The records:
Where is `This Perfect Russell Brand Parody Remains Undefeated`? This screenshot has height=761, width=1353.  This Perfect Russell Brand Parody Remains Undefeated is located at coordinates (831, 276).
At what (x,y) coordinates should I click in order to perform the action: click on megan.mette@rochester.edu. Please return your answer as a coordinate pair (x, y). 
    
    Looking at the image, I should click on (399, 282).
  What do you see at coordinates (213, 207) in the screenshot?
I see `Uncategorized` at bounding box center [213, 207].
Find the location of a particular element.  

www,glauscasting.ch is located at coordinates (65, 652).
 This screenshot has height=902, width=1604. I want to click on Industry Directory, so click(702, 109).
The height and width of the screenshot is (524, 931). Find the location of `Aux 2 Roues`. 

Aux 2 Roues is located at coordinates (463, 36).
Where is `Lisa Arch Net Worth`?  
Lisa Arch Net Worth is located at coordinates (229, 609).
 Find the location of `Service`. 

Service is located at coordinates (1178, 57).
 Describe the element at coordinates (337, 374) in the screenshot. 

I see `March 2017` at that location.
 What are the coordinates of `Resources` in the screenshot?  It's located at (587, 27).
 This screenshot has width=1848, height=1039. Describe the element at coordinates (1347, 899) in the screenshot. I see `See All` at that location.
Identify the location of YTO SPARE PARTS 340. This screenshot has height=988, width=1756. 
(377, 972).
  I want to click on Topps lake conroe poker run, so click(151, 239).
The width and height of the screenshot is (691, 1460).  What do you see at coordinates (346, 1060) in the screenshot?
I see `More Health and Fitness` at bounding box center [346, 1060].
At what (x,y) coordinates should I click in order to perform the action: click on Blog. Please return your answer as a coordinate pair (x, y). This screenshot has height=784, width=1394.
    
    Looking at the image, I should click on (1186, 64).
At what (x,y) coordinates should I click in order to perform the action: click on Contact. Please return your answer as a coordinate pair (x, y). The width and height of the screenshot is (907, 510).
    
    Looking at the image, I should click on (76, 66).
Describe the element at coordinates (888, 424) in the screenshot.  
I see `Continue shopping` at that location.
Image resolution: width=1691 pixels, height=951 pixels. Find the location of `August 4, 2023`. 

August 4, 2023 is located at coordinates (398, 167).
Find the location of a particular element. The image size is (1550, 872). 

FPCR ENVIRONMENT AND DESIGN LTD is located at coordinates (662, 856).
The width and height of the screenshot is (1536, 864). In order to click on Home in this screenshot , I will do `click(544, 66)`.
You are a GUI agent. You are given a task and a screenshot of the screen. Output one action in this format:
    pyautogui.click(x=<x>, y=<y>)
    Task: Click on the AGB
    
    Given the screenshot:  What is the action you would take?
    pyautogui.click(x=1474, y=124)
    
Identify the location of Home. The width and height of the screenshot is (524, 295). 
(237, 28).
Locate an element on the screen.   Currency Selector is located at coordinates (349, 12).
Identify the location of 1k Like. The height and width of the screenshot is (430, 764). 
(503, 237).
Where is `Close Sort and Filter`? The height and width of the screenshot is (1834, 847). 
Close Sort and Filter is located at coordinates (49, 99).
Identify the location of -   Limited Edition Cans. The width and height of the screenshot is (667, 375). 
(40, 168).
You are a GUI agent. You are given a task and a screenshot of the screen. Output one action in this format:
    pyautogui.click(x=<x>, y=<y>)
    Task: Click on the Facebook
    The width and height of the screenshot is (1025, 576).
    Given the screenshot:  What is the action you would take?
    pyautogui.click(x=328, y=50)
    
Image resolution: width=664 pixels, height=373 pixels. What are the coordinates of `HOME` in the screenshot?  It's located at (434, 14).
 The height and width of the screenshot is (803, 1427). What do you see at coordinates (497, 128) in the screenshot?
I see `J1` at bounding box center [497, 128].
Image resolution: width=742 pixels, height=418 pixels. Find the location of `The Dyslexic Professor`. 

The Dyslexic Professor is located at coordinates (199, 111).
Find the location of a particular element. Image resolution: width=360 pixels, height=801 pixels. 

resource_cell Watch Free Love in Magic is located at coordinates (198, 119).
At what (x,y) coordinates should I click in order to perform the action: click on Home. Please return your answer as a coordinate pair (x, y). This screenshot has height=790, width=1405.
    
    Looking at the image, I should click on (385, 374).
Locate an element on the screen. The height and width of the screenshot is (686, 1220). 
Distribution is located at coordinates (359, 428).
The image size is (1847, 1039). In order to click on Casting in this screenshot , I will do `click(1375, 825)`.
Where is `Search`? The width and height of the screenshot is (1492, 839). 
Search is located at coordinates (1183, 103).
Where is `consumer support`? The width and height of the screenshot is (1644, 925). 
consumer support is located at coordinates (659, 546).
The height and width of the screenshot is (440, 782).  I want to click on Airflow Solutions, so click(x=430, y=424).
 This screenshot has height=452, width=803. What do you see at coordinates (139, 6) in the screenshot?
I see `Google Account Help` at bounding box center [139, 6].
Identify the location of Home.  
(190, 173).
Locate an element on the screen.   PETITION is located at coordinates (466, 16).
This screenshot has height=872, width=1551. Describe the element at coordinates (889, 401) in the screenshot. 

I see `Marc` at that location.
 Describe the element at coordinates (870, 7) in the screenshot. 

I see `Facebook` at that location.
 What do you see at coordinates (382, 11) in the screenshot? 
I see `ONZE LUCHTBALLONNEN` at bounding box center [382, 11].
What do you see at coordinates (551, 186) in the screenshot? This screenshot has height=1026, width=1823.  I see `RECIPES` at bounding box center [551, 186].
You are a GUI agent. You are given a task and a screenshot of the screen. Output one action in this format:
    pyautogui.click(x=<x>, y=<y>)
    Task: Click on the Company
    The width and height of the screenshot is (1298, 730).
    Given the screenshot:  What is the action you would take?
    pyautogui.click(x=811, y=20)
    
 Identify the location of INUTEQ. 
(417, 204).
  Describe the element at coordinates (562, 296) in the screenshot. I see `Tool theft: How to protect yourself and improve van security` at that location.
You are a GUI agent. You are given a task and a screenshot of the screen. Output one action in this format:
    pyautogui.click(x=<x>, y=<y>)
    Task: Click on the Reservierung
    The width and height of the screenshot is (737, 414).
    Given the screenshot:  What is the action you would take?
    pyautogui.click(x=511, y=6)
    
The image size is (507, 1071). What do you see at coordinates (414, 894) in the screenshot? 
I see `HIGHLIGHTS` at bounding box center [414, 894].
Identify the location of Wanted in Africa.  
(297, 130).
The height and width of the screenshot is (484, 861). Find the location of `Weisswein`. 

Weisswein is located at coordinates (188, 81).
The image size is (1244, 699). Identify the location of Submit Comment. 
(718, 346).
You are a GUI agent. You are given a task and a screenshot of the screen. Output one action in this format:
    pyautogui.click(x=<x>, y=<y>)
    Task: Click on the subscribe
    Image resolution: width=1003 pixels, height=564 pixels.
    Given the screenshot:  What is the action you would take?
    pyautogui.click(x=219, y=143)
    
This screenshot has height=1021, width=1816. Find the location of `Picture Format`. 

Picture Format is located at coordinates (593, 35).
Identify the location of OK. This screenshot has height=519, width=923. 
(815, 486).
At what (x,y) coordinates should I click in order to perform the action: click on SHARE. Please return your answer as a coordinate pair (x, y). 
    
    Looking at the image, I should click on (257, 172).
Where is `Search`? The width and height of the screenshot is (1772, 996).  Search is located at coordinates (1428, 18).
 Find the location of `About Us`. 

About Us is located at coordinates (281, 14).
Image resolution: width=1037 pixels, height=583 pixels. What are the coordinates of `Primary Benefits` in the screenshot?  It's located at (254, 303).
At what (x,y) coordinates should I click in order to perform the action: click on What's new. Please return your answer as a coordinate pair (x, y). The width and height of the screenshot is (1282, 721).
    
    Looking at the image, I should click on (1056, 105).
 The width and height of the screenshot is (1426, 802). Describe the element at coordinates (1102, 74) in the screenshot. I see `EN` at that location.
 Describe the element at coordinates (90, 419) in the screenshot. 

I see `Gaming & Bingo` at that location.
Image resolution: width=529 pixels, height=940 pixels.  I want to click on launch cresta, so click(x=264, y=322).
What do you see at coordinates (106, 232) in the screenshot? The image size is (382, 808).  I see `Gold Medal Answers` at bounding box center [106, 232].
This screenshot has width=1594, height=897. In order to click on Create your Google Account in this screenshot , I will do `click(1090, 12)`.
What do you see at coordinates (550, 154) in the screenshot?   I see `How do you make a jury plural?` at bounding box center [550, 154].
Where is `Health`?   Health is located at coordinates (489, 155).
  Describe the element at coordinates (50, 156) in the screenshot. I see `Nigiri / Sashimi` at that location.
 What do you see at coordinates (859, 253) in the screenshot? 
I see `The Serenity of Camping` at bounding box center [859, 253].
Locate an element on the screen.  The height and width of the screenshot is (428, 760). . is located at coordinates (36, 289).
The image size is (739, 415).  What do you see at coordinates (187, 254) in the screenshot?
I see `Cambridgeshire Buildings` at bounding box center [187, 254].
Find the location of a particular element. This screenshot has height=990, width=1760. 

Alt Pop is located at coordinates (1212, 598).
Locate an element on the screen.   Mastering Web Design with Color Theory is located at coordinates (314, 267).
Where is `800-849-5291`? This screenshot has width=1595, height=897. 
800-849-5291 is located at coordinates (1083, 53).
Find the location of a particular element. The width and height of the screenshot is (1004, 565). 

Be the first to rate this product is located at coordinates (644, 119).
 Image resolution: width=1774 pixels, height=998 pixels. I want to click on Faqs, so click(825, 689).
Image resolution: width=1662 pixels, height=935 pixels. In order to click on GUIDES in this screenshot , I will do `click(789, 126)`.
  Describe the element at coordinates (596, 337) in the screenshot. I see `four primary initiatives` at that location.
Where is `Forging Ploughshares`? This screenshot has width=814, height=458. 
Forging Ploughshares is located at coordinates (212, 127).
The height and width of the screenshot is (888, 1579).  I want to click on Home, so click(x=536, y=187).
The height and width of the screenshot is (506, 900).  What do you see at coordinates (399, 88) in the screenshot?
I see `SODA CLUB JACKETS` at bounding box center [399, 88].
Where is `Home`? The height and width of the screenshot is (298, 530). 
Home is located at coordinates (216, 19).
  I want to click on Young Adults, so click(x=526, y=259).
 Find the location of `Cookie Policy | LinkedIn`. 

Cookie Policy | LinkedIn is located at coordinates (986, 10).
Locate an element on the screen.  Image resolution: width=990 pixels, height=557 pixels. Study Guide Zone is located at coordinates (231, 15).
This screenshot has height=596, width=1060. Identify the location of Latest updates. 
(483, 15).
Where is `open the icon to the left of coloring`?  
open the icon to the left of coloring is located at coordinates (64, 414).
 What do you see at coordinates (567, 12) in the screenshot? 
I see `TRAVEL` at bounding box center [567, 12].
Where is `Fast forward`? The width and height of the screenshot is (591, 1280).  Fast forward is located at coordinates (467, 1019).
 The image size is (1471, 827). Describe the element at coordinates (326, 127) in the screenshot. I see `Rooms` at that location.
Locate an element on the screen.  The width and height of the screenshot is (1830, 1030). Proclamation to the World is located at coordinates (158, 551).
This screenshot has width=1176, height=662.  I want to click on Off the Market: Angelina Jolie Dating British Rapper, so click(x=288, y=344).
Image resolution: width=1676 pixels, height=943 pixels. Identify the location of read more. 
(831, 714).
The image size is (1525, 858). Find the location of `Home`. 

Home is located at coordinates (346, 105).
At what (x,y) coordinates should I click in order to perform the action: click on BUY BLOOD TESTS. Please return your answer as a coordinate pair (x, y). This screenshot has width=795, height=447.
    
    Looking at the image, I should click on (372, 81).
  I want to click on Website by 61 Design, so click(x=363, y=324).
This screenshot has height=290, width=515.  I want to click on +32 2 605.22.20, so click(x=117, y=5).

Task to complete: The entries above hold a line with "The width and height of the screenshot is (1298, 730)." and a later line with "The width and height of the screenshot is (737, 414).". Write out exactly those lines and all lines between, nothing more.

Solution for this exercise:
    The width and height of the screenshot is (1298, 730).
    Given the screenshot:  What is the action you would take?
    pyautogui.click(x=811, y=20)
    
 Identify the location of INUTEQ. 
(417, 204).
  Describe the element at coordinates (562, 296) in the screenshot. I see `Tool theft: How to protect yourself and improve van security` at that location.
You are a GUI agent. You are given a task and a screenshot of the screen. Output one action in this format:
    pyautogui.click(x=<x>, y=<y>)
    Task: Click on the Reservierung
    The width and height of the screenshot is (737, 414).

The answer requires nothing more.